Mrs. Margaux explained that meanwhile , in just the last month , eight of her closest personal friends had been coopted onto the boards of eight grant-making foundations for the arts, and she had not even been asked .
“Mmmm,” said Gil. He dropped a chamois on top of the nest and swept it nonchalantly up and into his tool kit. Though extermination, probably, awaited the rest of the family. “ Well , what you could do…”
“Yes?” said Mrs. Margaux. (What could a mere Iowan know of the cutthroat world of New York philanthropy?)
“…is outflank. I don’t know if you know this, but J. P. Bergsma has this thing about wanting a fixer-upper in Pittsburgh.”
“ Pittsburgh ?” said Mrs. Margaux.
“I know,” said Gil. “I know . But see.”
He was about to make a simple, crap-free suggestion, to the effect that Mrs. M could end the 13-year dry spell of this much-loved author and be instrumental in facilitating a much-longed-for film, simply by organizing the unpopular Pittsburgh fixer-upper element which had been a stumbling block so many times in the past. One of his 200 newfound friends was a dude whose brother was a subcontractor in Pittsburgh, a dude facing problems because the developer he was working for had suddenly filed for bankruptcy. How hard could it be?
Fixing things on a case-by-case basis, though, is such an inelegant solution. It lacks scalability. It lacks grandeur. And it doesn’t give you data , that you can analyze . Where as .
He said, “See, for ten, fifteen, twenty-thousand dollars you can get a house. A residency is normally for a maximum of 8 weeks. A typical grant is for $45,000, $50,000 for a year. So , say you go to these 8 entities, you offer the grant of a fixer-upper, for the people on the shortlist who didn’t make the grade. Among whom Mr. Bergsma is merely one. In return for a percentage of whatever artistic earnings they achieve over, say, 10 years. With some kind of cap? Making it, potentially, self-sustainable? Do a different city every year? Allow swaps? You then compare the achievements of your also-rans with those who got the actual award . And see, you could have a web presence, you could have something like minglebee’s MotoGP dataviz, that lets you drill down to look at individual performance? And Mr. Margaux could potentially even devise an investment vehicle?”
The refrigerator was purring softly. Mrs. Margaux was initially skeptical, but when Gil called up www.minglebee.com, and she was able to see for herself the fun that could be had drilling down, well . Adam got so cross when people kept asking him for checks, but my goodness, this would actually be fun . Gil left her clicking on drivers in the Malaysian Motorcycle Grand Prix, 10/19/2008.

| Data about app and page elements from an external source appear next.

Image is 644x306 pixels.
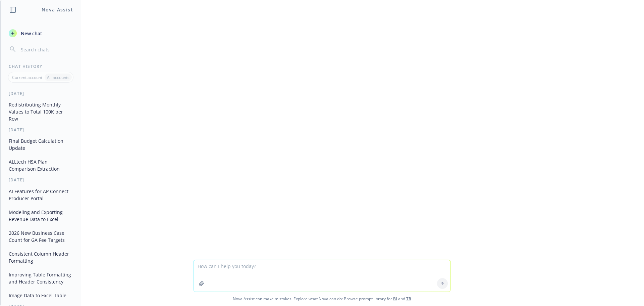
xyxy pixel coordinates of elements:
[20,30,43,37] span: New chat
[6,99,75,124] button: Redistributing Monthly Values to Total 100K per Row
[6,27,75,39] button: New chat
[6,136,75,154] button: Final Budget Calculation Update
[42,6,73,13] h1: Nova Assist
[1,64,81,69] div: Chat History
[6,186,75,204] button: AI Features for AP Connect Producer Portal
[20,45,73,54] input: Search chats
[6,227,75,245] button: 2026 New Business Case Count for GA Fee Targets
[47,75,69,80] p: All accounts
[1,127,81,133] div: [DATE]
[1,177,81,182] div: [DATE]
[6,156,75,174] button: ALLtech HSA Plan Comparison Extraction
[6,248,75,266] button: Consistent Column Header Formatting
[393,296,397,301] a: BI
[1,91,81,96] div: [DATE]
[407,296,411,301] a: TR
[6,206,75,224] button: Modeling and Exporting Revenue Data to Excel
[12,75,43,80] p: Current account
[3,291,641,305] span: Nova Assist can make mistakes. Explore what Nova can do: Browse prompt library for and
[6,290,75,300] button: Image Data to Excel Table
[6,269,75,287] button: Improving Table Formatting and Header Consistency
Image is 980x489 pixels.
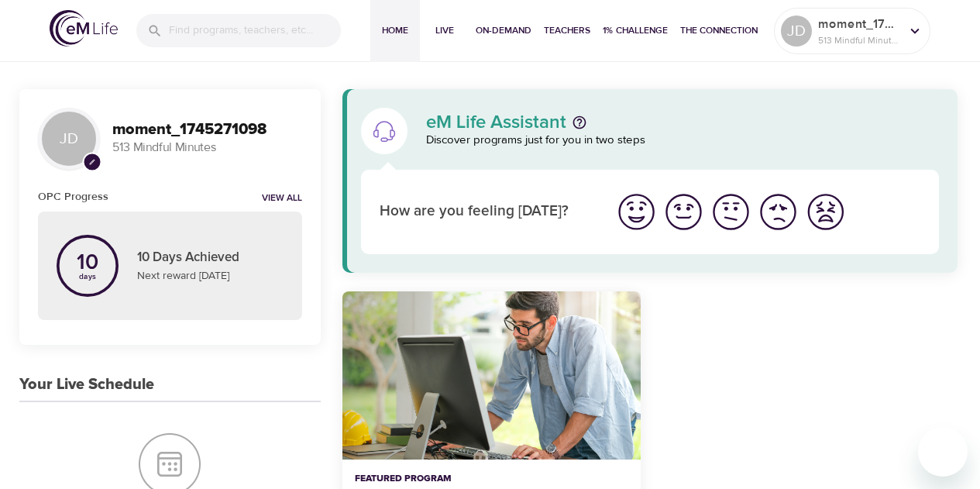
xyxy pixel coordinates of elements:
div: JD [781,15,812,46]
p: eM Life Assistant [426,114,566,131]
p: Featured Program [355,472,628,486]
h6: OPC Progress [38,189,108,206]
span: Home [376,22,414,38]
img: logo [49,10,118,46]
span: Live [426,22,464,38]
div: JD [38,108,100,170]
h3: moment_1745271098 [113,121,302,139]
button: Ten Short Everyday Mindfulness Practices [342,291,641,459]
p: days [77,274,98,280]
button: I'm feeling worst [801,189,849,236]
p: 513 Mindful Minutes [113,139,302,156]
a: View all notifications [262,192,302,206]
p: moment_1745271098 [818,14,900,33]
button: I'm feeling great [613,189,660,236]
img: eM Life Assistant [372,119,397,143]
input: Find programs, teachers, etc... [169,14,341,47]
p: 10 Days Achieved [137,248,283,268]
button: I'm feeling ok [708,189,755,236]
img: great [616,190,658,233]
p: 10 [77,252,98,274]
h3: Your Live Schedule [20,376,155,394]
span: On-Demand [475,22,532,38]
p: Next reward [DATE] [137,268,283,284]
span: Teachers [544,22,591,38]
button: I'm feeling good [660,189,708,236]
button: I'm feeling bad [755,189,801,236]
span: 1% Challenge [603,22,667,38]
iframe: Button to launch messaging window [918,427,967,476]
p: 513 Mindful Minutes [818,33,900,47]
img: good [662,190,705,233]
p: Discover programs just for you in two steps [426,131,940,149]
img: worst [804,190,847,233]
span: The Connection [680,22,758,38]
p: How are you feeling [DATE]? [380,201,594,223]
img: ok [709,190,752,233]
img: bad [757,190,800,233]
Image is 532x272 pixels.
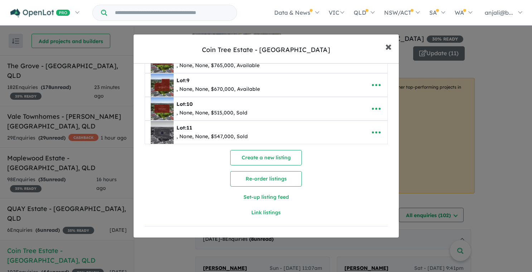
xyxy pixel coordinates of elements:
[205,189,327,205] button: Set-up listing feed
[187,124,192,131] span: 11
[386,38,392,54] span: ×
[205,205,327,220] button: Link listings
[151,73,174,96] img: Coin%20Tree%20Estate%20-%20Inala%20-%20Lot%209___166_m_1760312160.jpg
[177,101,193,107] b: Lot:
[177,124,192,131] b: Lot:
[10,9,70,18] img: Openlot PRO Logo White
[177,109,248,117] div: , None, None, $515,000, Sold
[151,121,174,144] img: 17%20Vietnam%20Street%20-%20Inala%20-%20Lot%2011___115_m_1750380000.png
[177,132,248,141] div: , None, None, $547,000, Sold
[230,150,302,165] button: Create a new listing
[177,77,190,83] b: Lot:
[485,9,513,16] span: anjali@b...
[151,97,174,120] img: Coin%20Tree%20Estate%20-%20Inala%20-%20Lot%2010___167_m_1760065140.jpg
[177,61,260,70] div: , None, None, $765,000, Available
[187,101,193,107] span: 10
[177,85,260,94] div: , None, None, $670,000, Available
[230,171,302,186] button: Re-order listings
[187,77,190,83] span: 9
[109,5,235,20] input: Try estate name, suburb, builder or developer
[202,45,330,54] div: Coin Tree Estate - [GEOGRAPHIC_DATA]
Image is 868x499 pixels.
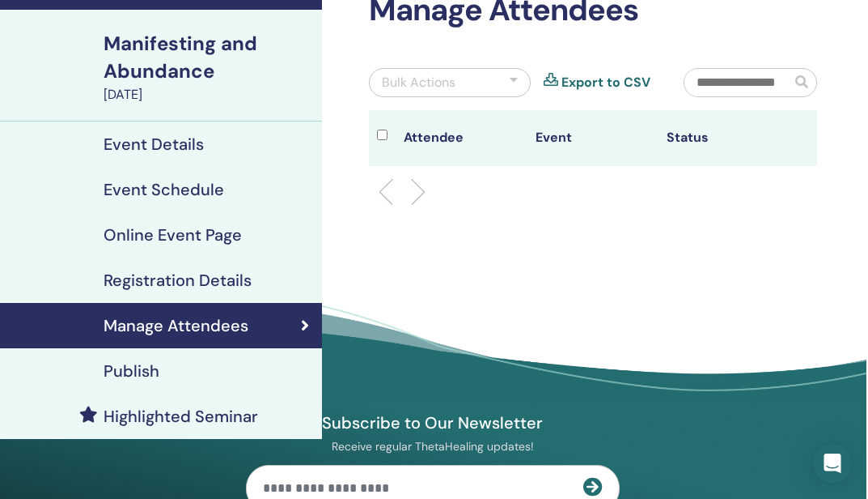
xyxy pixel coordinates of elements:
h4: Publish [103,361,159,381]
a: Manifesting and Abundance[DATE] [94,30,322,104]
a: Export to CSV [561,73,650,93]
h4: Manage Attendees [103,315,248,335]
div: Open Intercom Messenger [813,444,852,482]
h4: Online Event Page [103,225,242,244]
th: Attendee [396,110,528,166]
p: Receive regular ThetaHealing updates! [246,439,620,453]
th: Event [528,110,660,166]
h4: Registration Details [103,270,252,290]
h4: Highlighted Seminar [103,406,258,426]
th: Status [659,110,790,166]
h4: Event Details [103,134,204,154]
div: Bulk Actions [382,73,455,93]
div: [DATE] [103,85,313,104]
h4: Event Schedule [103,179,224,199]
h4: Subscribe to Our Newsletter [246,412,620,433]
div: Manifesting and Abundance [103,30,313,85]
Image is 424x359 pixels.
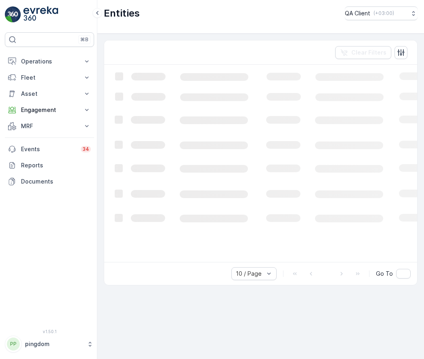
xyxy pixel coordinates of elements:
button: PPpingdom [5,335,94,352]
img: logo [5,6,21,23]
div: PP [7,338,20,350]
button: MRF [5,118,94,134]
p: ⌘B [80,36,89,43]
span: v 1.50.1 [5,329,94,334]
p: Documents [21,177,91,186]
p: Reports [21,161,91,169]
p: ( +03:00 ) [374,10,395,17]
p: MRF [21,122,78,130]
p: 34 [82,146,89,152]
p: QA Client [345,9,371,17]
a: Documents [5,173,94,190]
p: Fleet [21,74,78,82]
button: Asset [5,86,94,102]
button: Operations [5,53,94,70]
p: Clear Filters [352,49,387,57]
img: logo_light-DOdMpM7g.png [23,6,58,23]
a: Reports [5,157,94,173]
a: Events34 [5,141,94,157]
p: Engagement [21,106,78,114]
button: QA Client(+03:00) [345,6,418,20]
span: Go To [376,270,393,278]
button: Clear Filters [335,46,392,59]
button: Engagement [5,102,94,118]
p: Operations [21,57,78,65]
p: Entities [104,7,140,20]
button: Fleet [5,70,94,86]
p: pingdom [25,340,83,348]
p: Asset [21,90,78,98]
p: Events [21,145,76,153]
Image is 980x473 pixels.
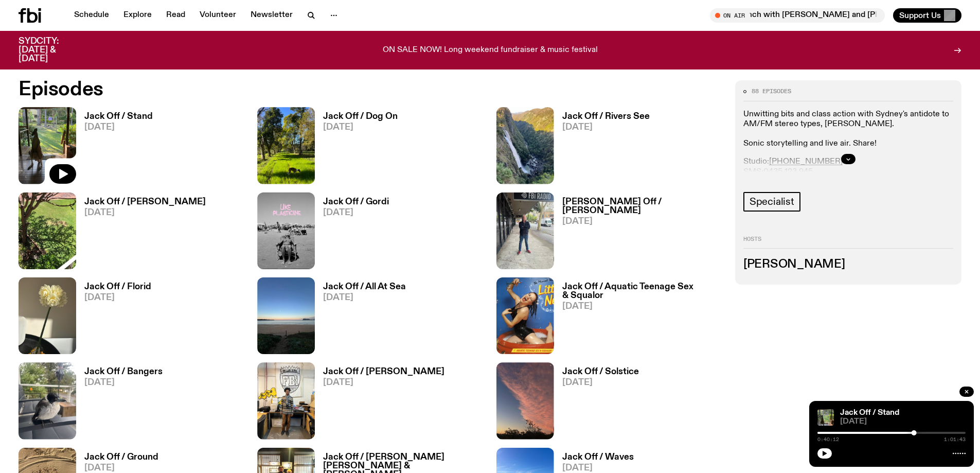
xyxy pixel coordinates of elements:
[563,123,650,132] span: [DATE]
[840,418,966,426] span: [DATE]
[84,209,206,217] span: [DATE]
[944,437,966,443] span: 1:01:43
[563,283,723,301] h3: Jack Off / Aquatic Teenage Sex & Squalor
[84,198,206,207] h3: Jack Off / [PERSON_NAME]
[84,453,158,462] h3: Jack Off / Ground
[84,379,163,387] span: [DATE]
[563,453,634,462] h3: Jack Off / Waves
[818,410,834,426] img: A Kangaroo on a porch with a yard in the background
[818,437,839,443] span: 0:40:12
[315,112,398,184] a: Jack Off / Dog On[DATE]
[84,464,158,473] span: [DATE]
[554,283,723,354] a: Jack Off / Aquatic Teenage Sex & Squalor[DATE]
[323,123,398,132] span: [DATE]
[744,192,801,212] a: Specialist
[323,294,406,302] span: [DATE]
[563,198,723,216] h3: [PERSON_NAME] Off / [PERSON_NAME]
[76,112,153,184] a: Jack Off / Stand[DATE]
[68,8,115,23] a: Schedule
[84,294,151,302] span: [DATE]
[840,409,900,417] a: Jack Off / Stand
[323,209,389,217] span: [DATE]
[497,278,554,354] img: Album cover of Little Nell sitting in a kiddie pool wearing a swimsuit
[76,368,163,439] a: Jack Off / Bangers[DATE]
[554,112,650,184] a: Jack Off / Rivers See[DATE]
[323,112,398,121] h3: Jack Off / Dog On
[84,283,151,292] h3: Jack Off / Florid
[193,8,243,23] a: Volunteer
[76,283,151,354] a: Jack Off / Florid[DATE]
[323,283,406,292] h3: Jack Off / All At Sea
[323,198,389,207] h3: Jack Off / Gordi
[84,112,153,121] h3: Jack Off / Stand
[563,464,634,473] span: [DATE]
[749,196,794,207] span: Specialist
[563,368,639,377] h3: Jack Off / Solstice
[323,379,445,387] span: [DATE]
[563,302,723,311] span: [DATE]
[497,193,554,269] img: Charlie Owen standing in front of the fbi radio station
[563,379,639,387] span: [DATE]
[563,217,723,226] span: [DATE]
[76,198,206,269] a: Jack Off / [PERSON_NAME][DATE]
[563,112,650,121] h3: Jack Off / Rivers See
[323,368,445,377] h3: Jack Off / [PERSON_NAME]
[383,46,598,55] p: ON SALE NOW! Long weekend fundraiser & music festival
[752,89,791,94] span: 88 episodes
[18,81,643,99] h2: Episodes
[84,368,163,377] h3: Jack Off / Bangers
[554,198,723,269] a: [PERSON_NAME] Off / [PERSON_NAME][DATE]
[315,368,445,439] a: Jack Off / [PERSON_NAME][DATE]
[84,123,153,132] span: [DATE]
[744,110,953,150] p: Unwitting bits and class action with Sydney's antidote to AM/FM stereo types, [PERSON_NAME]. Soni...
[893,8,962,23] button: Support Us
[710,8,885,23] button: On Air[DATE] Lunch with [PERSON_NAME] and [PERSON_NAME] // [PERSON_NAME] Interview
[744,236,953,249] h2: Hosts
[554,368,639,439] a: Jack Off / Solstice[DATE]
[744,259,953,270] h3: [PERSON_NAME]
[315,198,389,269] a: Jack Off / Gordi[DATE]
[160,8,191,23] a: Read
[245,8,299,23] a: Newsletter
[315,283,406,354] a: Jack Off / All At Sea[DATE]
[18,37,84,63] h3: SYDCITY: [DATE] & [DATE]
[900,11,941,20] span: Support Us
[117,8,158,23] a: Explore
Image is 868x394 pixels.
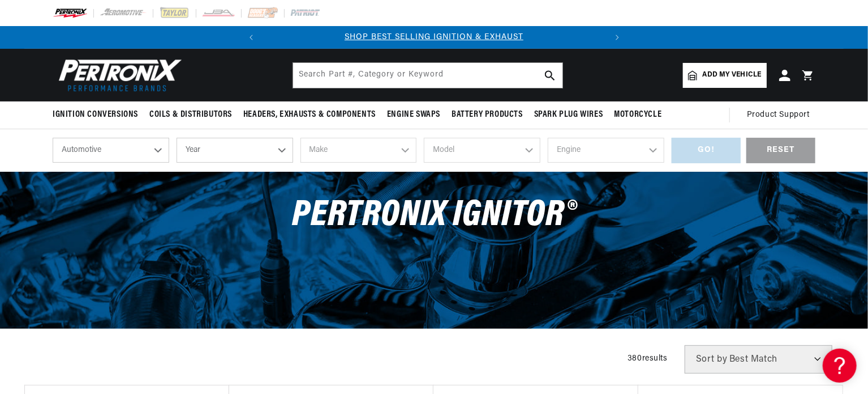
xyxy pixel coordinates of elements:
select: Sort by [685,345,832,373]
summary: Coils & Distributors [144,101,238,128]
a: Add my vehicle [683,63,767,88]
button: search button [537,63,563,88]
div: RESET [746,138,816,163]
slideshow-component: Translation missing: en.sections.announcements.announcement_bar [25,26,843,49]
span: Add my vehicle [703,70,762,80]
span: Ignition Conversions [52,109,138,121]
div: Announcement [263,31,606,43]
summary: Motorcycle [608,101,667,128]
span: PerTronix Ignitor® [293,197,576,234]
span: Product Support [747,109,810,121]
select: Year [177,138,293,163]
span: Coils & Distributors [150,109,232,121]
span: Battery Products [451,109,523,121]
span: Spark Plug Wires [534,109,603,121]
button: Translation missing: en.sections.announcements.previous_announcement [240,26,263,49]
span: Motorcycle [614,109,661,121]
img: Pertronix [52,55,183,94]
summary: Engine Swaps [382,101,446,128]
span: 380 results [628,354,667,363]
summary: Battery Products [446,101,528,128]
select: Ride Type [52,138,169,163]
summary: Ignition Conversions [52,101,144,128]
summary: Headers, Exhausts & Components [238,101,382,128]
summary: Spark Plug Wires [528,101,609,128]
span: Sort by [696,354,727,363]
select: Model [424,138,540,163]
input: Search Part #, Category or Keyword [293,63,563,88]
span: Headers, Exhausts & Components [243,109,376,121]
span: Engine Swaps [387,109,440,121]
summary: Product Support [747,101,816,129]
button: Translation missing: en.sections.announcements.next_announcement [606,26,629,49]
select: Engine [548,138,664,163]
div: 1 of 2 [263,31,606,43]
select: Make [301,138,417,163]
a: SHOP BEST SELLING IGNITION & EXHAUST [344,33,523,41]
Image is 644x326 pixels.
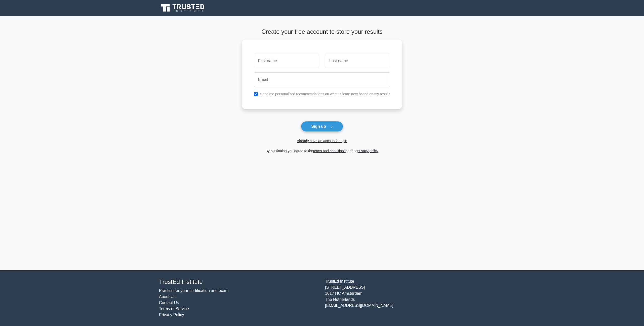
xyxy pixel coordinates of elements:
div: By continuing you agree to the and the [238,148,406,154]
div: TrustEd Institute [STREET_ADDRESS] 1017 HC Amsterdam The Netherlands [EMAIL_ADDRESS][DOMAIN_NAME] [322,278,488,318]
a: Contact Us [159,301,179,305]
a: Already have an account? Login [297,139,347,143]
input: Last name [325,54,390,68]
h4: TrustEd Institute [159,278,319,285]
input: First name [254,54,319,68]
a: Terms of Service [159,307,189,311]
label: Send me personalized recommendations on what to learn next based on my results [260,92,390,96]
a: Practice for your certification and exam [159,288,229,293]
a: About Us [159,295,176,299]
button: Sign up [301,121,343,132]
a: Privacy Policy [159,313,184,317]
a: privacy policy [357,149,379,153]
h4: Create your free account to store your results [242,28,402,35]
input: Email [254,73,390,87]
a: terms and conditions [313,149,346,153]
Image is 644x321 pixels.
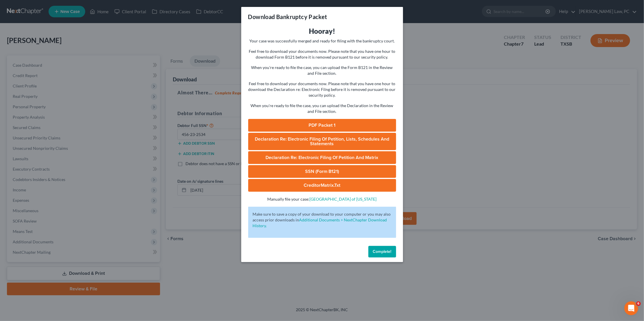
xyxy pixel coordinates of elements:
[249,165,397,178] a: SSN (Form B121)
[253,211,391,229] p: Make sure to save a copy of your download to your computer or you may also access prior downloads in
[249,196,397,202] p: Manually file your case:
[253,217,387,228] a: Additional Documents > NextChapter Download History.
[310,197,377,201] a: [GEOGRAPHIC_DATA] of [US_STATE]
[249,179,397,192] a: CreditorMatrix.txt
[249,103,397,114] p: When you're ready to file the case, you can upload the Declaration in the Review and File section.
[255,136,389,147] span: Declaration Re: Electronic Filing of Petition, Lists, Schedules and Statements
[249,26,397,36] h3: Hooray!
[249,38,397,44] p: Your case was successfully merged and ready for filing with the bankruptcy court.
[249,48,397,60] p: Feel free to download your documents now. Please note that you have one hour to download Form B12...
[249,133,397,150] a: Declaration Re: Electronic Filing of Petition, Lists, Schedules and Statements
[249,65,397,76] p: When you're ready to file the case, you can upload the Form B121 in the Review and File section.
[249,81,397,98] p: Feel free to download your documents now. Please note that you have one hour to download the Decl...
[625,301,638,315] iframe: Intercom live chat
[249,13,328,21] h3: Download Bankruptcy Packet
[368,246,397,257] button: Complete!
[249,119,397,131] a: PDF Packet 1
[373,249,391,254] span: Complete!
[636,301,641,306] span: 6
[249,151,397,164] a: Declaration Re: Electronic Filing of Petition and Matrix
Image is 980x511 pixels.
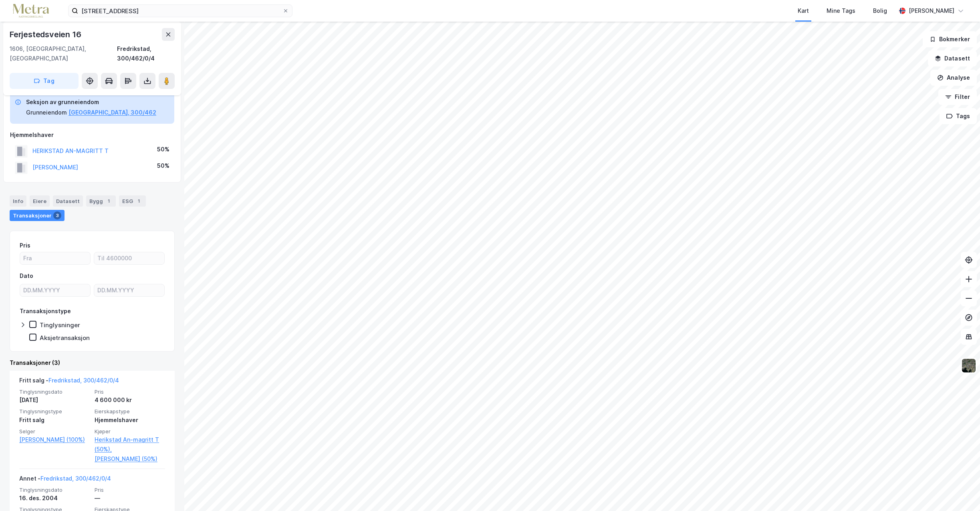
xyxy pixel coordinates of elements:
[19,487,90,493] span: Tinglysningsdato
[134,197,143,205] div: 1
[13,4,49,18] img: metra-logo.256734c3b2bbffee19d4.png
[94,435,165,454] a: Herikstad An-magritt T (50%),
[940,473,980,511] iframe: Chat Widget
[94,252,164,265] input: Til 4600000
[94,454,165,464] a: [PERSON_NAME] (50%)
[20,271,33,281] div: Dato
[94,408,165,415] span: Eierskapstype
[19,408,90,415] span: Tinglysningstype
[940,473,980,511] div: Kontrollprogram for chat
[10,358,175,368] div: Transaksjoner (3)
[86,195,116,207] div: Bygg
[94,493,165,503] div: —
[930,69,977,86] button: Analyse
[20,252,90,265] input: Fra
[19,435,90,445] a: [PERSON_NAME] (100%)
[94,487,165,493] span: Pris
[961,358,976,373] img: 9k=
[78,5,282,17] input: Søk på adresse, matrikkel, gårdeiere, leietakere eller personer
[94,284,164,296] input: DD.MM.YYYY
[19,474,111,487] div: Annet -
[19,388,90,396] span: Tinglysningsdato
[119,195,146,207] div: ESG
[157,145,170,154] div: 50%
[53,212,62,219] div: 3
[10,210,64,221] div: Transaksjoner
[48,377,119,384] a: Fredrikstad, 300/462/0/4
[19,428,90,435] span: Selger
[20,307,71,316] div: Transaksjonstype
[19,396,90,405] div: [DATE]
[26,107,67,117] div: Grunneiendom
[29,195,50,207] div: Eiere
[10,44,117,64] div: 1606, [GEOGRAPHIC_DATA], [GEOGRAPHIC_DATA]
[157,161,170,170] div: 50%
[826,6,855,16] div: Mine Tags
[10,28,83,41] div: Ferjestedsveien 16
[922,31,977,47] button: Bokmerker
[40,321,80,329] div: Tinglysninger
[10,195,26,207] div: Info
[797,6,809,16] div: Kart
[69,107,156,117] button: [GEOGRAPHIC_DATA], 300/462
[94,396,165,405] div: 4 600 000 kr
[19,376,119,388] div: Fritt salg -
[94,388,165,396] span: Pris
[94,428,165,435] span: Kjøper
[10,130,174,140] div: Hjemmelshaver
[928,50,977,67] button: Datasett
[909,6,954,16] div: [PERSON_NAME]
[19,493,90,503] div: 16. des. 2004
[939,108,977,124] button: Tags
[41,475,111,482] a: Fredrikstad, 300/462/0/4
[40,334,90,342] div: Aksjetransaksjon
[20,284,90,296] input: DD.MM.YYYY
[19,415,90,425] div: Fritt salg
[94,415,165,425] div: Hjemmelshaver
[873,6,887,16] div: Bolig
[117,44,175,64] div: Fredrikstad, 300/462/0/4
[26,98,156,107] div: Seksjon av grunneiendom
[938,89,977,105] button: Filter
[10,73,79,89] button: Tag
[53,195,83,207] div: Datasett
[20,240,30,250] div: Pris
[105,197,113,205] div: 1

This elegant solution had the drawback of deferring, probably indefinitely, the resolution of Mr. Bergsma’s specific problem. Mr. Bergsma was saved, in this instance, by circumstances beyond his control.
The dudes who had won at Sundance, who thought funding was solid for their first feature, had suddenly found that the money had dried up because the producers wanted something guaranteed bankable and commercial. But the dudes had a soft spot for Automatika , the one commercial project they could even contemplate , unsurprisingly, really, because the kind of dude you would meet in B&H is the kind of dude who would have been that kind of kid as a kid. And , another of Gil’s 200 newfound friends was an entertainment lawyer with extermination issues. So , though it was not really in the spirit of rigorous experiment design, Gil pushed ahead.
Within a day it was the donest of deals. The lawyer’s extermination issues had been resolved; a crap-free two-pager, with an unconventional real estate clause, had been sent to Gil as a PDF attachment. The subcontractor had agreed to organize purchase and fixing-up of a fixer-upper in Pittsburgh, within walking distance of Carnegie Mellon, subject to bank appeasement. One of the NYU dudes had lowered himself to make contact with his contact at Fox. Fox wanted in. And Mr. Bergsma, presented with the deal, had assigned the rights, minus the costs of the Pittsburgh fixer-upper, to Benny.
Mrs. Margaux, meanwhile, brought pressure to bear on Mr. Margaux; within a week she was able to go to her “friends” with an offer they could not, in all decency, refuse, using the new vocabulary item “drilling down” to killing effect.
Time passes.
The Dumbo dudes achieve a successful flotation and do, in fact, do something so inconceivably brilliant that their investors are happier than they could reasonably have expected. Thanks to the Iowan Investor Interface the dudes are spared actual personal contact with said investors, so they too are happier than they could reasonably have expected.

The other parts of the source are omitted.